For the first time since the designer Kenzo Takada resigned from his namesake label Kenzo in 1999, a Japanese designer will once again run the Paris-based brand known for its multicultural ethos and energy. Nigo, one of the first of the streetwear superstars and an in-demand collaborator with multiple brands great and good, was named artistic director of the house on Wednesday by LVMH Moët Hennessy Louis Vuitton, Kenzo’s parent company.
The announcement followed the June departure of Felipe Oliveira Baptista, after just two years at the brand’s artistic helm, and Mr. Takada’s death from Covid-19 complications in 2020. It was part of a spree of activity by LVMH, which named a new designer at Pucci this month and recently became a minority investor in the former Celine designer Phoebe Philo’s long-awaited solo label, and signals the group’s increased sensitivity toward the power of hypebeast culture.
Nigo, who like Kenzo’s founder uses just one name, is best known for his brand A Bathing Ape, or Bape. He opened his first T-shirt shop in Japan in 1993, and his camouflage pattern helped vault him to streetwear fame: Before the lines appeared outside Supreme in New York, they formed in Tokyo outside Bape.
In a news release, Nigo pointed out that not only had he entered fashion the same year LVMH acquired Kenzo, but he was born in 1970, “the year that Takada Kenzo san opened his first store in Paris. We both graduated from the same fashion school in Tokyo.”
And like Kenzo, Nigo added, he has a view of creativity rooted in “understanding of many different cultures.” Taking over the brand, he said, will be the “greatest challenge of my 30-year career.”
Nigo started a new brand called Human Made in 2010, and in 2011 sold 90 percent of his Bape shares to the Hong Kong fashion conglomerate I.T., leaving the brand officially in 2013. Later he joined Uniqlo as creative director of the UT Collection.
His longtime practice of partnerships and capsule collaborations — founding Billionaire Boys Club and Icecream with Pharrell Williams, collaborating with Adidas, Coca-Cola, Mac Cosmetics, Kanye West and Kaws — gradually brought him into the fold of another avid collaborator: Virgil Abloh.
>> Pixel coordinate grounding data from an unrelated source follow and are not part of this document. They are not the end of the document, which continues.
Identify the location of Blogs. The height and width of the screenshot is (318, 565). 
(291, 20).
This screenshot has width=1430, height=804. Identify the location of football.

Indeed, Mr. Abloh told Vogue that Nigo was “among the first real mentors I had in fashion.” Little wonder that in late 2019, as Mr. Abloh settled into his role as artistic director of men’s wear at Louis Vuitton, he chose Nigo as his first official collaborator. Together they made large checkerboard-pattern tailored suits, and added a melting motif to clashing logo-plastered bags. LVMH executives took note.
That was when Kenzo was still being designed by Mr. Baptiste, who emphasized sustainable fabrics and a subdued aesthetic. (His predecessors, Carol Lim and Humberto Leon, the taste-making founders of the boutique Opening Ceremony who ran Kenzo from 2011 to 2019, had brought contemporary pricing and a more streetwear vibe to the brand.)
Now, Sidney Toledano, LVMH Fashion Group chairman and chief executive, said in a statement, “The arrival of an extremely talented Japanese designer will allow us to write a new page in the history of the house that Takada Kenzo founded.”
Nigo is to start at Kenzo on Monday, one week before Paris Fashion Week begins.